Oliver is swimming. In my last post I described his joy in the water and his bouncing technique for moving around. But yesterday when we went to the pool I saw him experiment a bit with pushing off from the side or from the stairs and move a few feet by kicking his legs and moving his arms. I saw him lay back in the water, pick his feet up and swim another few feet. I saw him venture away from the side of the pool towards the middle, swimming a few feet then bouncing, then swimming a few feet more. And I saw his proud, proud smile. The smile that tells me more than a million words ever could.
I could never have taught Oliver how to swim. Being in the water is such an overwhelming sensory experience for him that it would be next to impossible to get him to really absorb any kind of instruction. I know because I tried. I hired a college student who was also studying special education. She gave up after about 10 minutes. "He's not really paying attention." So this is something that he learned completely on his own, from trial and error, experimentation and from an awareness of how to control his body in order to achieve a certain outcome. There is nothing extraordinary about this. Kids do it all the time.
Incredible, isn't it?
Um, yes, it is extraordinary. And so hooray for Oliver! We learned to swim this summer too and in some ways it has changed our lives (or at least our summer lives). I'm so happy for you. Go Oliver!
ReplyDeleteHOORAY!!!
ReplyDeleteWaiting for some swimming pictures. Or maybe even a video?
Or... he really was paying attention and decided to use it when he was ready. Good for Oliver.
ReplyDeleteKristen is so right...it **is** extraordinary. Celebrate! I can't wait to read more of these kinds of triumphs from Oliver. :-)
ReplyDeleteI worked on the same theory - just expose them often enough, let them do their own thing [although preferably not drown!] and eventually......
ReplyDeleteNow they don't swim like anyone else I've ever seen, but they're in the water and happy and afloat!
Cheers
Wow! Isn't great that he could figure it out on his own? He sounds like such a neat kid.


**TASK:** Within the records below, how many lines hold the word "pixels"? Only the number should be returned.

**DATA LISTING:**
● ● ●

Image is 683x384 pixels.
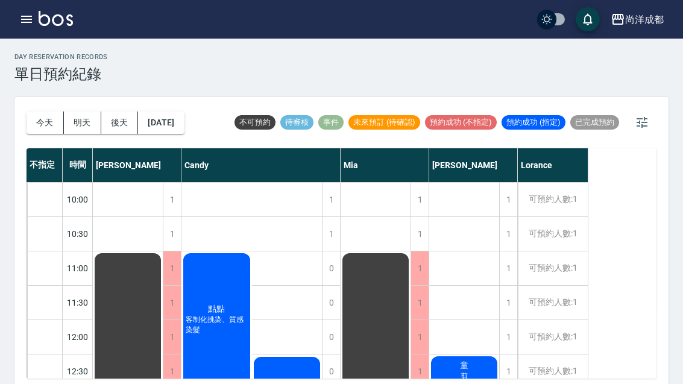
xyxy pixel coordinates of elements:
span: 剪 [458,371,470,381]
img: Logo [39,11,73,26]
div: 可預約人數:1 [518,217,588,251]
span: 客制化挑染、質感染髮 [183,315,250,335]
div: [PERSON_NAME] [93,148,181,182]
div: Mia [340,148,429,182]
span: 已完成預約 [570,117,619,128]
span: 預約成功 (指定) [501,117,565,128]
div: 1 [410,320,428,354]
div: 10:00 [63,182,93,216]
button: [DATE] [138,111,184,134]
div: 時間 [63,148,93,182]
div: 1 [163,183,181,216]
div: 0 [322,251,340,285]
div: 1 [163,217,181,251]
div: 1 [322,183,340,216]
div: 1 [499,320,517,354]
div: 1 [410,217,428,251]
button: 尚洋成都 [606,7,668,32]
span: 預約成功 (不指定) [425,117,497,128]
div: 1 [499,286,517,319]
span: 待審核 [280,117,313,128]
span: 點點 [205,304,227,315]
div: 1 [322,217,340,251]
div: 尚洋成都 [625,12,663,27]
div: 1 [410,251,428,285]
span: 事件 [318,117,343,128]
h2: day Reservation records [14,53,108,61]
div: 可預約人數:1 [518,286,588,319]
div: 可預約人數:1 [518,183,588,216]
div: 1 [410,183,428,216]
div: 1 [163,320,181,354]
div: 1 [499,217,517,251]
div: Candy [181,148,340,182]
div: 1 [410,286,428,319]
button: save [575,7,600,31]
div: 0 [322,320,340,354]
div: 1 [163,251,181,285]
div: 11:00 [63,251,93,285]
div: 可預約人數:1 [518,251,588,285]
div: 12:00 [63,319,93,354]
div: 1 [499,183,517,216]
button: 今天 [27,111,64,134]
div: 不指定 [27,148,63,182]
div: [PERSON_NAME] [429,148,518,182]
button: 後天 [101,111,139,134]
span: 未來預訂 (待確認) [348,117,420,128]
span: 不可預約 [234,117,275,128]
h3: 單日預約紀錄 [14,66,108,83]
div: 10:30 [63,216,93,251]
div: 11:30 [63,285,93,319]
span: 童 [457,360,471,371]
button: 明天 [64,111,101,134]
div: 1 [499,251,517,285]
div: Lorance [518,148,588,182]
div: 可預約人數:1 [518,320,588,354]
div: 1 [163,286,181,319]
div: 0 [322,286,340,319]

● ● ●

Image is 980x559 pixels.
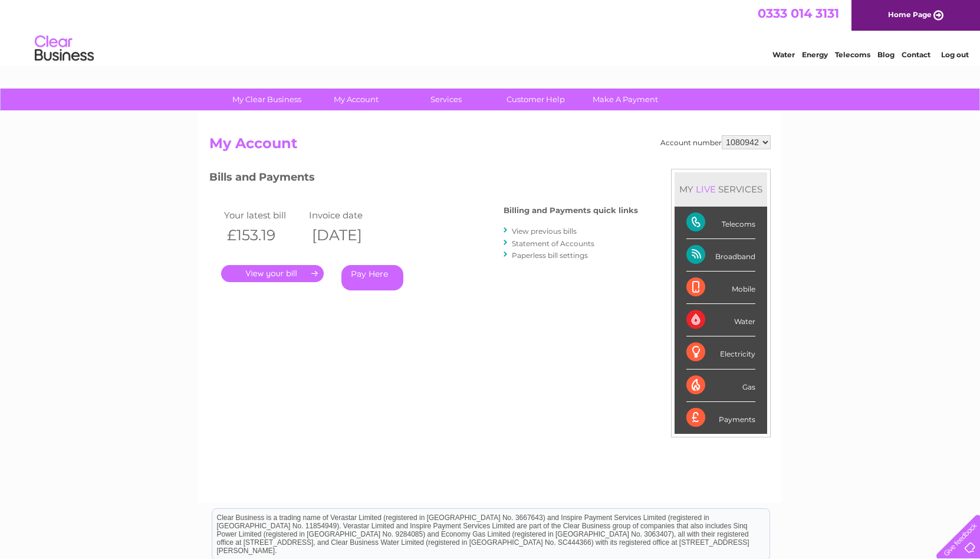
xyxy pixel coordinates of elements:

● ● ●

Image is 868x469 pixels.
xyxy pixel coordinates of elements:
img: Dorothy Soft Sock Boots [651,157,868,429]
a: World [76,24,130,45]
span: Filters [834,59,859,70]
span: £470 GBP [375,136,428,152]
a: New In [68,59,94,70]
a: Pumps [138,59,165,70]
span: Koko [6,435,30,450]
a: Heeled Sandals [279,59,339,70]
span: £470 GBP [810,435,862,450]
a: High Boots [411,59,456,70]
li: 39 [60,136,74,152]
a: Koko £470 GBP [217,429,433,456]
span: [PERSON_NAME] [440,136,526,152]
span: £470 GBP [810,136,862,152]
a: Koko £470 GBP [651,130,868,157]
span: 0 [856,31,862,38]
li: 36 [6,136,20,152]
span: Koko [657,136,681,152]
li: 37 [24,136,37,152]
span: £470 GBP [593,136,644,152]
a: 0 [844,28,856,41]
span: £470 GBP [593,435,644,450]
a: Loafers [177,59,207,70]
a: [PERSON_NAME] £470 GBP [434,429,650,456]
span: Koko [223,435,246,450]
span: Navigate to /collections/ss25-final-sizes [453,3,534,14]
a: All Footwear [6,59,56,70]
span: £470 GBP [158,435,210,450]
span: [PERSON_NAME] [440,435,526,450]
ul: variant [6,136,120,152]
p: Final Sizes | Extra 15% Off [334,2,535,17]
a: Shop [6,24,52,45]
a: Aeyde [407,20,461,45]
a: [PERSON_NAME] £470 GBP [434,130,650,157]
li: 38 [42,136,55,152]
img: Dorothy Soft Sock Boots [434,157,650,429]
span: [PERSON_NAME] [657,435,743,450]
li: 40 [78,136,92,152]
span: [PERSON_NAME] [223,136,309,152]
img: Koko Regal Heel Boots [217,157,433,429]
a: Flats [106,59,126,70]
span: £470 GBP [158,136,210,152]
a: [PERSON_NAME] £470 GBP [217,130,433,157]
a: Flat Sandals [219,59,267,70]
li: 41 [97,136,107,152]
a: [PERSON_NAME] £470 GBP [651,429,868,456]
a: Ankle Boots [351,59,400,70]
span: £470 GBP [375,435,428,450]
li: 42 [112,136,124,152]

● ● ●

**RESPONSE BELOW:** 3